Hinkley Point is China’s Hong Kong in the UK. More than a century ago, Britain established itself on the tip of China’s mainland, converting a drowsy island into a powerhouse of commerce. More than a century later, Theresa May’s government has approved the establishment of a new sort of powerhouse - a 3,200 megawatt nuclear plant on the coast of southwest England. The colonisation of Great Britain has begun.
Ironically, Theresa May had as much choice as the Chinese once did when they ceded Hong Kong after the First Opium War of 1839-42. “The prime minister’s hands were tied,” an informed analyst has written. “Cancellation of the project would have led to a diplomatic rift with China and France at a moment when Britain needs friends to manage the fallout from Brexit.”
The 18 billion-pound ($23 billion) Hinkley Point project is a collaboration between Electricite de France, (a company owned almost entirely by the French government) and China General Nuclear which has taken a 33 percent stake in it.
For the French, it is a belated fulfilment of a promise the chief of EDF made years ago - that Britishers would be cooking their Christmas turkeys in 2017 from power supplied from the Hinkley power plant. For the Chinese, it is a major step in establishing their credibility as First World nuclear energy specialists, rather than peddlers of cheap nuclear technology to developing nations captive customers like Pakistan and North Korea.
For years, instead of a Christmas turkey, it looked as if the project’s own goose had been cooked. Delays generated on both sides of the English Channel caused the project to slip from the feasible to the economically indefensible, to the politically irreversible. Even today, skeptics wonder whether a long-term commitment to a “fixed price” formula is wise, considering it will require the British consumer to provide a subsidy over a 35-year span, amounting to 30 billion pounds.
Like Hong Kong, Hinkley Point’s past is its future. It is more than simply “a contract that was written five years ago on a business case that was probably pulled together 10 years ago,” as a spokesman of ScottishPower commented slyly. It is China’s retaliation for the Opium Wars of the 19th century. The British will be dependent on the damaging opiate of nuclear energy.
Hinkley Point is also, in a subtle way, China’s Cuba. Any economic arguments against have been overpowered by the stronger sibling, the Big Brother of politics.
It has taken China less than a century to achieve the level of affluence it took the Western world a millennium to attain. Unlike colonial powers such as Britain, France, Holland, Germany, Spain and Portugal (which gorged themselves on the riches and resources of their colonies), China’s policy is to fatten local economies across the globe. Unlike the United States (which has been either involved or responsible for wars or armed conflicts in almost every country in the world), China is applying its Croesean wealth in less metallic, less destructive ways.
Some years ago, it had been predicted that China’s domestic investment would be overtaken by its investments abroad. It was not a matter of “if” but “when.”
“This is just a matter of time,” Zhang Xiangchen, China’s assistant minister of commerce, declared in 2014. “If it doesn’t happen this year, then it will happen in the very near future.” Over the next decade, as one economist put it, using “a mildly optimistic scenario,” China plans to invest over $1.25 trillion outside its own borders.
The 19th-century Sikh maharaja of the Punjab, Ranjit Singh, on being shown a map of India, asked what the areas marked in red represented. The British presence, he was told. Soon, he replied presciently, the whole of it will be red. The map of the world is gradually becoming similarly tinted.
China’s invasion army is not one of ageing remnants of Mao’s infamous Red Guards. It now comprises rows and rows of terracotta technicians of every discipline. Stand in the queue at any immigration area in any airport of the world, and you will notice China as an unmistakable omnipresence. At Heathrow airport, students (most of them Chinese) are siphoned off into a separate ‘fast-track’ lane. That is understandable. China has just over 100,000 students studying in the United Kingdom. They represent 22 per cent of the total foreign student population there. They are sent to learn English because the xenophobic English are slow to learn Chinese.
Fifty years ago, Pakistan was one of the few friends the then ostracized People’s Republic of China had. Today, Pakistan is one of the few migraines that a modern China suffers from. Its CPEC, being a hydra-headed amalgam of many projects, has as many headaches. It is becoming a cause of concern. Should Gwadar forget about growing into even a cheap imitation of Hong Kong?
By FS Aijazuddin
FS Aijazuddin is an art historian. -- Ed.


__WORK INSTRUCTION__
All lines from the top of the records below through the line holding "Task: Click on the code: 2bd2cb0a710e", and only those, should be printed exactly, minus the pictures.

○ ○ ○

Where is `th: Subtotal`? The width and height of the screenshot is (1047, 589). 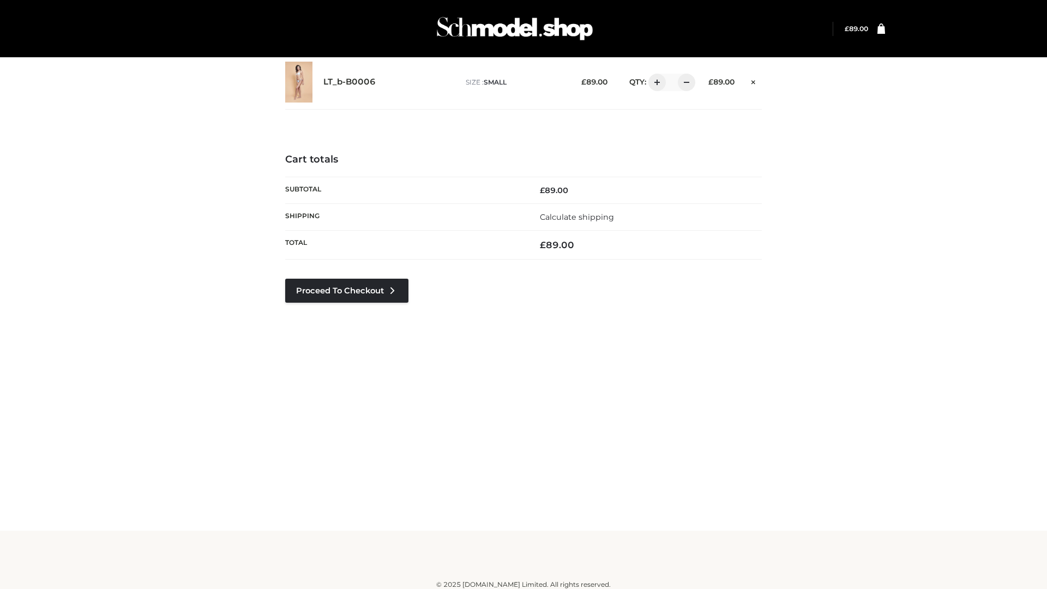
th: Subtotal is located at coordinates (404, 190).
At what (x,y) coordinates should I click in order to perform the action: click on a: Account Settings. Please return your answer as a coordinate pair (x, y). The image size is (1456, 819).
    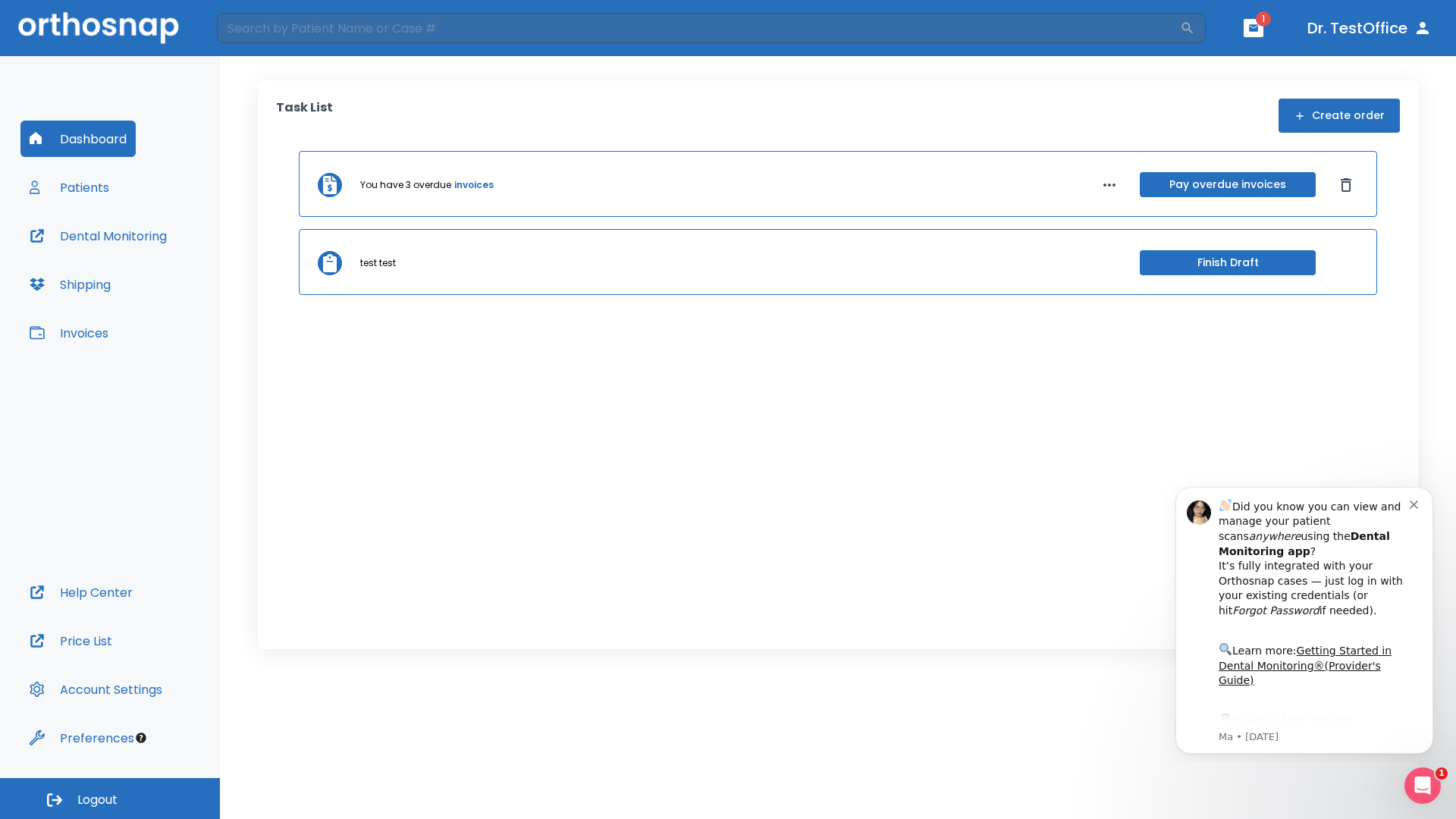
    Looking at the image, I should click on (96, 689).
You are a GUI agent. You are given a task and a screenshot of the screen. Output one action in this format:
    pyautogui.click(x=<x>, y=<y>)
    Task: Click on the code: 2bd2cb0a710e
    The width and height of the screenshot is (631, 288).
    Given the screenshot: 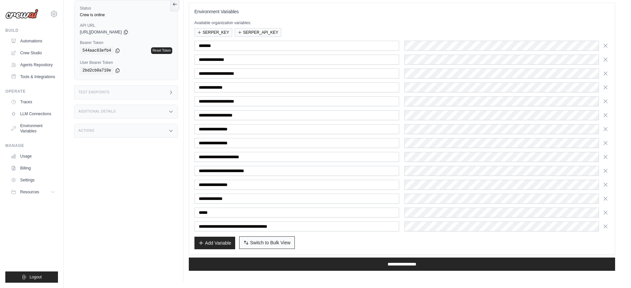 What is the action you would take?
    pyautogui.click(x=97, y=71)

○ ○ ○

__EXERCISE ANSWER__
Where is `th: Subtotal`? The width and height of the screenshot is (1047, 589). 
th: Subtotal is located at coordinates (404, 190).
At what (x,y) coordinates should I click in order to perform the action: click on a: Account Settings. Please return your answer as a coordinate pair (x, y). The image size is (1456, 819).
    Looking at the image, I should click on (96, 689).
You are a GUI agent. You are given a task and a screenshot of the screen. Output one action in this format:
    pyautogui.click(x=<x>, y=<y>)
    Task: Click on the code: 2bd2cb0a710e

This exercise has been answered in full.